With a stiff nod, Dick said, “Thank you.”
“Do you have some reason,” North tried to find the right words, “to believe Tucker was framed? Or that he was simply in the wrong place at the wrong time?”
“It seems…unlikely that he was simply in the wrong place at the wrong time. From what Biff conveyed, that does not seem possible.” Dick held up a hand to forestall North. “I’ll let Tucker explain that to you. I’m not sure what I want you to do, if I’m being honest. I suppose I want you to find the truth. If we know what happened that night, what really happened, it will exonerate my son.”
“We’ll—” North began.
“We’ll need a moment to discuss things,” Shaw broke in.
North flipped the bail pull on the center drawer a few times. He straightened in his chair. He looked over at Shaw.
“A few minutes, please,” Shaw said, smoothly but firmly. “If you’d wait in the hall, Mr. Laguerre.”
“Of course,” he said, standing. “And please, it’s Dick, Shaw. We can drop the formalities.”
When the door had closed behind him, North said, “We’re taking this case.”
“I don’t—”
“We’re taking it, Shaw. That’s final.”
&
nbsp; Some of Shaw’s hair had slipped free from its tie, and he blew it out of his eyes. “North—”
“Unless the next words out of your mouth are ‘I agree completely,’ stop.”
“Can you hear yourself right now?”
“Ok, let me get this straight.” North pushed back from the desk. The chair glided across the mat and then bogged down in the shag carpeting. He lurched out of the seat, didn’t know what to do with his hands, and made fists at his sides. “You get to say what cases we take, no matter what I think.”
Shaw drew his knees up to his chest.
“When Matty came to us, I didn’t want to take the case, but we did. Because you decided we would.”
“I—”
“And when Chuck’s boss went missing, remember that? We took that case because you wanted to, even though I thought it was a bad idea.”
Fingers laced together, Shaw pulled his knees up tighter.
“And the Slasher, Shaw. Everything we went through with the Slasher. That was you. And that stupid romance convention. And for fuck’s sake, we spent six hours in May turning over rocks looking for a leprechaun Peeping Tom because your witch friend claimed he was watching her when she celebrated her black Sabbath naked. So fuck what you want. We’re taking this case.”
Ruddy streaks marked the hollows of Shaw’s cheeks. He lowered his feet slowly. Then he stood. For some reason, North was surprised by how tall he was, as though he’d forgotten or misremembered, or as though Shaw were a stranger to him.
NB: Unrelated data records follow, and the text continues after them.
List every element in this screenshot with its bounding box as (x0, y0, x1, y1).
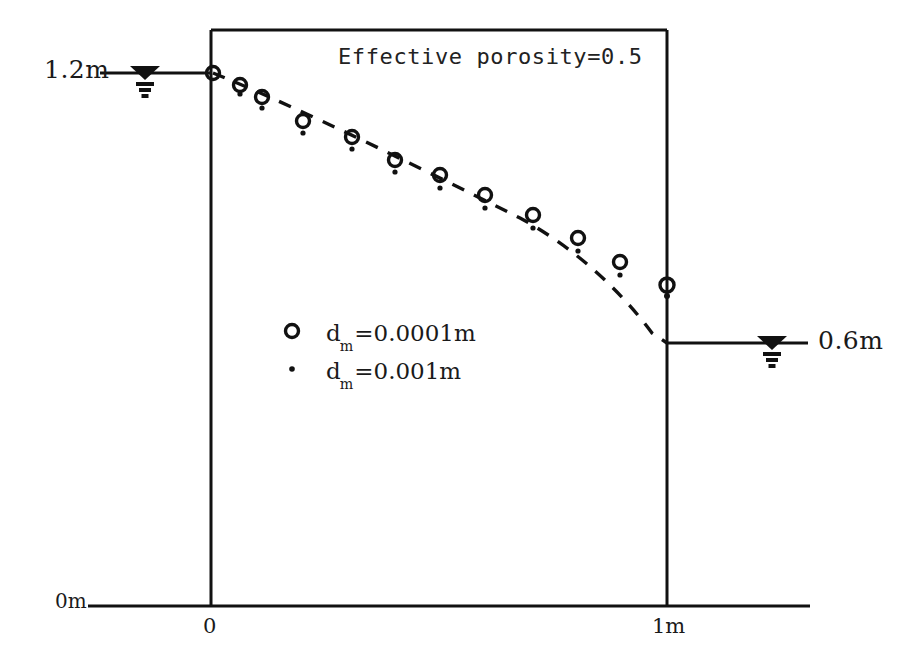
legend: dm=0.0001m dm=0.001m (278, 322, 538, 398)
porosity-annotation: Effective porosity=0.5 (338, 44, 643, 69)
legend-entry-small-dot: dm=0.001m (278, 360, 538, 398)
domain-box (211, 30, 667, 606)
upstream-water-surface (100, 66, 211, 98)
x-tick-label-left: 0 (203, 614, 216, 638)
legend-entry-open-circle: dm=0.0001m (278, 322, 538, 360)
legend-label-small-dot: dm=0.001m (326, 358, 461, 388)
small-dot-icon (278, 360, 308, 390)
seepage-figure: 1.2m 0.6m 0m 0 1m Effective porosity=0.5… (0, 0, 912, 669)
datum-label: 0m (55, 589, 87, 613)
free-surface-dashed-curve (213, 73, 667, 343)
downstream-head-label: 0.6m (818, 326, 883, 355)
x-tick-label-right: 1m (652, 614, 685, 638)
upstream-head-label: 1.2m (44, 55, 109, 84)
legend-label-open-circle: dm=0.0001m (326, 320, 476, 350)
open-circle-icon (278, 322, 308, 352)
downstream-water-surface (667, 336, 808, 368)
series-small-dot-markers (237, 91, 670, 299)
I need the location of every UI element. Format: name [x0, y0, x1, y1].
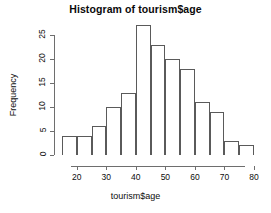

“Do I get to say something now?”
“What do you want to say?”
“If you want to do this, fine. I know I—I know how I’ve done things in the past, insisting I get my way, I recognize that’s been a problem. For us. For how you and I—for the way things ended, I guess. So I’ll support you in this, and I’ll do whatever I can. But can I at least ask why?”
“Why?”
“Why do you want to do this? After everything Tucker did to you—”
“This isn’t about him.”
“Oh North.” Shaw sounded so infinitely sad about it that for a moment, rage scrambled North’s vision.
Struggling to keep his voice even, North managed: “It’s not. Tucker’s a piece of shit; I don’t want anything to do with him. But his family was always good to me. They’re decent people, and they’re kind, and hell, Dick treated me more like a son than my own dad ever did.” That slip, and the look on Shaw’s face, made North hurry on. “So, I’m going to do it because he’s asking me to do it. And you know what? Even if Tucker is a piece of shit, he deserves justice.”